Mr. Chair, I would like to offer, first of all, that I share the same opinion of the employees of Veterans Affairs Canada. I have spent a lot of time in the district offices, and the people I have met, without exception, are truly committed to looking after our veterans as much as the system will allow them to.
I also think that many of the employees of Veterans Affairs who make it to senior management positions in Charlottetown by staying there throughout their entire careers are truly dedicated to that one department. They are servants of the veterans before they are public servants, and I applaud them. But they can only do the job as much as the system will allow. And therein lies the problem, I think, of homelessness.
I would not want to get into the reasons people become homeless. It's a huge study, and it's a study that, really, Veterans Affairs should have embarked upon by now. Certainly our allies have.
What I would say is that the system lets down our veterans, not only our homeless veterans but the veterans who are not in that kind of predicament, because the system requires that they self-identify. The system is not proactive. Once a service person in the RCMP or the Canadian Forces crosses that no man's land into Veterans Affairs, that person is on his or her own. And if people are having problems, they have to go to Veterans Affairs and address them. The administrative chain that has built up behind people, either in the force or in the Canadian Forces, is not linked to Veterans Affairs. So they get lost in that no man's land when transitioning to become civilians.
There are some young people who have served overseas in the Rwandas, Somalias, Cambodias, Bosnias, and Afghanistans of this world who have spent as much time in theatres as our Second World War and Korean veterans have. If you couple that with the psychological damage that may have been done and an addiction to drinking, drugs, or alcohol as they make it across there, and you ask that person to go looking for help--statistics show when a person is 10 days away from becoming homeless--then I dare say that we've lost another generation of veterans. They will be much like the 85-year-old World War II and Korean veterans I have met here in Ottawa, as well as in Toronto, who have lived their lives on the streets and have survived there.
The idea is that we have to put out a safety net. This is sealing the cracks. Major-General Grant testified, I believe, either before this committee or the Standing Committee on National Defence, that the Canadian Forces and Veterans Affairs Canada have made great strides in treating people suffering from operational stress injuries through OSISS, the operational stress injury social support system. We have made great strides. But he recognized that some still slip through the cracks. It's really incumbent upon Veterans Affairs to seal those cracks, to identify why people fall into homelessness, and to reach out. Don't have them come to the office and say, “Please help me,” because that's just not going to happen.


#### WHAT YOU ARE ASKED TO DO
Beginning with the line containing "The width and" and ending at the last line of the data, set down every line exactly, leaving out all pictures.

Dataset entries

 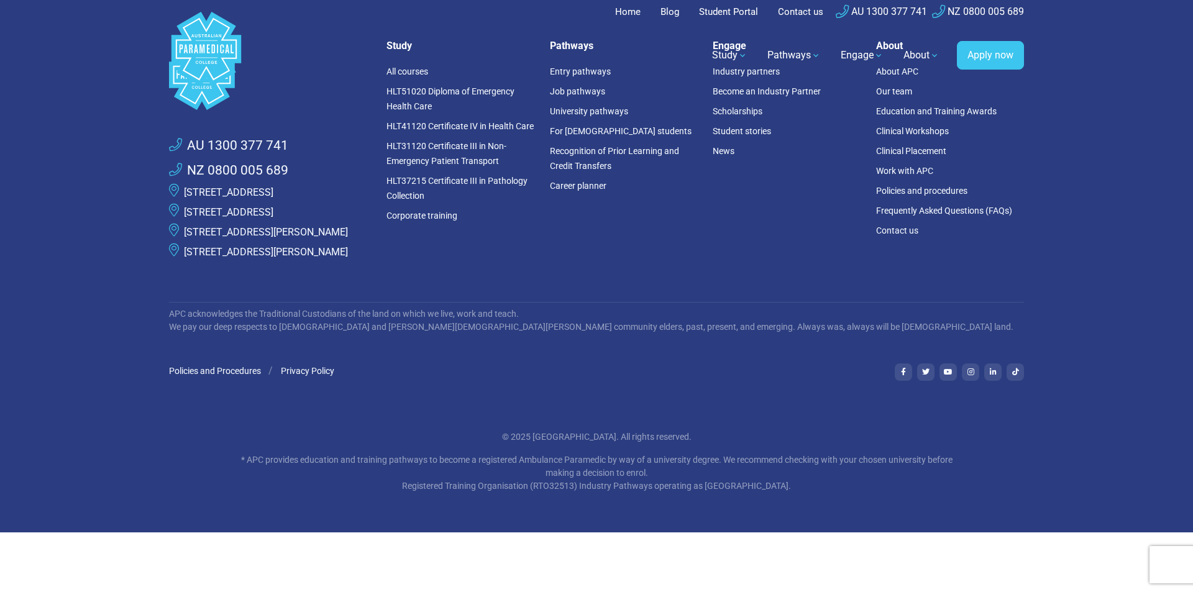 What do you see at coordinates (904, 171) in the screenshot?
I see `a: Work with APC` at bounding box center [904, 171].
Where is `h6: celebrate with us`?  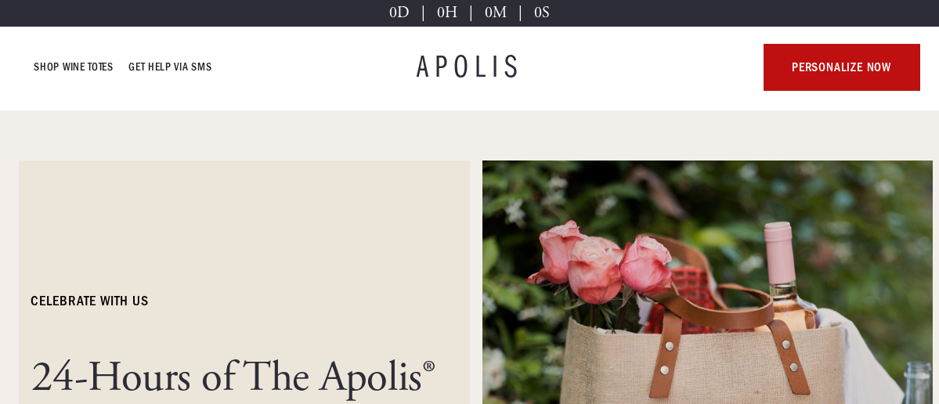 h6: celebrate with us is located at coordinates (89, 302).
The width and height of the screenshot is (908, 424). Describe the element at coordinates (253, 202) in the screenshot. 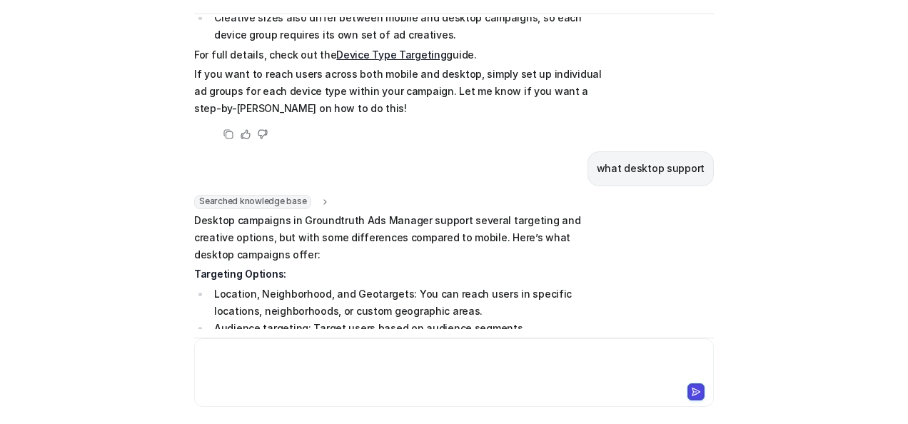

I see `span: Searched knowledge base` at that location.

#### TASK RESPONSE
The width and height of the screenshot is (908, 424). Describe the element at coordinates (253, 202) in the screenshot. 

I see `span: Searched knowledge base` at that location.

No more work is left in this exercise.